15 September, 2012

A surprise success


Thuggin in Miami; The Family is Made
R.A. Robinson
I do not remember how i was given the e-copy of this book to read and review; i shall have to make more careful records if that is to continue happening.

While i was reading Thuggin in Miami there was no way that i could stop myself from comparing it to the other book i was reading on my kindle at the time, also for review, and this one benefited from that comparison, which in some ways is surprising. I say it is surprising because there are a number of things about this novel which would have lead me to expect myself not to like it: It is written in dialect, which i almost never enjoy; not only that, but the dialect used it a variety of African-American English, which i cannot help but read as poor grammar, spelling, and usage in general, no matter how much i accept intellectually that it is a legitimate means of communication; as well, the subject matter, gang life, murders, drug use, jail experience, all in southern Florida, is not really something that i am drawn to ~ to be sure, i've read it before, in Elmore Leonard in particular, though i read him more for style than content ~ but it isn't a subject i'd naturally turn to; then the style is rather more explicit than i am used to or generally comfortable with, at least in casual reading, with plenty of “penises” and “pussies” (why is it that, no matter what word people use for the male generative organ almost no one feels it appropriate to use the correct word for the female, in almost any genre or context?) as well as interaction between them to a level i'm not sure i've come across previously in work not intended to fall within the erotic genre. And yet...yet i found the book oddly compelling.

Almost from the first i was involved, though i wasn't attracted by them ~ any of them ~ interested in what was happening to the characters, and what the plot action would be. Let me be clear: None of the characters are attractive people; in fact, they are gangsters, drug dealers, criminals of the worst sort, so that even the one prison officer we know anything about is entirely corrupted. Nor is the plot, as may be expected from the characters, uplifting, as drugs are sourced, bought, and sold, and Richard Gale, the protagonist, has at least two separate revenges he has to research and prepare for.

And yet, as i said above, though almost every element of this review is negative, the book itself, as a whole, is greater than the sum of its parts. I have struggled to understand this, and one conclusion i can come to is that the author, R.A. Robinson, is a product of the environments he writes of, that these are his experiences, and the truth in what he writes may be what pulls me in. Also, the ease of the writing ~ despite the awkwardness of reading the dialect ~ meant that in reading i was able to continue quickly, other than sometimes having to puzzle out who the heck was being talked about, as all the characters have multiple nicknames and see themselves as one big family, using incorrect relationship terms for each other, continue quickly, i say, and feel that at the end of each chapter it wouldn't take long to read another, so it was probably going to be worth starting it. In the end, despite the negative points i made, i found that this book fit my terms of success ~ i would read another by the same author based solely on his name and mine experience here. I cannot fully explain this success but, for me, it exists.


#### [WHAT TO WORK ON]
Print the records below exactly. Omit every picture.

#### [STUDY MATERIAL]
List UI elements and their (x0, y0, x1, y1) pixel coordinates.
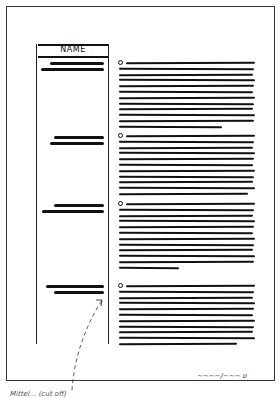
dashed-arrow-icon (60, 292, 110, 392)
handwritten-caption: Mittel... (cut off) (10, 390, 67, 398)
signature: ~~~~/~~~ ʋ (197, 372, 247, 380)
section-bullet-icon (118, 283, 123, 288)
sidebar-name-header: NAME (38, 44, 108, 58)
text-line (119, 238, 255, 240)
redacted-sidebar-text (54, 204, 104, 207)
redacted-sidebar-text (50, 62, 104, 65)
name-label: NAME (38, 45, 108, 54)
section-bullet-icon (118, 60, 123, 65)
text-line (119, 73, 253, 75)
redacted-sidebar-text (42, 210, 104, 213)
redacted-sidebar-text (41, 68, 104, 71)
text-line (119, 175, 254, 177)
text-line (119, 170, 255, 172)
text-line (119, 296, 253, 298)
text-line (119, 320, 255, 322)
text-line (119, 243, 254, 245)
text-line (119, 267, 179, 269)
redacted-sidebar-text (46, 285, 104, 288)
text-line (119, 325, 254, 327)
redacted-sidebar-text (50, 142, 104, 145)
text-line (119, 102, 254, 104)
text-line (119, 126, 222, 128)
section-bullet-icon (118, 133, 123, 138)
section-bullet-icon (118, 201, 123, 206)
text-line (119, 214, 253, 216)
redacted-sidebar-text (54, 136, 104, 139)
text-line (119, 97, 255, 99)
text-line (119, 146, 253, 148)
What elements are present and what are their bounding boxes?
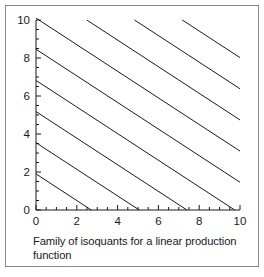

#### [EXERCISE RESPONSE]
List UI elements and their (x0, y0, x1, y1) pixel coordinates.
dashed-arrow-icon (60, 292, 110, 392)
handwritten-caption: Mittel... (cut off) (10, 390, 67, 398)
signature: ~~~~/~~~ ʋ (197, 372, 247, 380)
section-bullet-icon (118, 283, 123, 288)
sidebar-name-header: NAME (38, 44, 108, 58)
text-line (119, 238, 255, 240)
redacted-sidebar-text (54, 204, 104, 207)
redacted-sidebar-text (50, 62, 104, 65)
name-label: NAME (38, 45, 108, 54)
section-bullet-icon (118, 60, 123, 65)
text-line (119, 73, 253, 75)
redacted-sidebar-text (42, 210, 104, 213)
redacted-sidebar-text (41, 68, 104, 71)
text-line (119, 175, 254, 177)
text-line (119, 170, 255, 172)
text-line (119, 296, 253, 298)
text-line (119, 320, 255, 322)
text-line (119, 243, 254, 245)
text-line (119, 267, 179, 269)
redacted-sidebar-text (46, 285, 104, 288)
text-line (119, 325, 254, 327)
redacted-sidebar-text (50, 142, 104, 145)
text-line (119, 102, 254, 104)
text-line (119, 126, 222, 128)
section-bullet-icon (118, 133, 123, 138)
section-bullet-icon (118, 201, 123, 206)
text-line (119, 214, 253, 216)
redacted-sidebar-text (54, 136, 104, 139)
text-line (119, 97, 255, 99)
text-line (119, 146, 253, 148)
What elements are present and what are their bounding boxes?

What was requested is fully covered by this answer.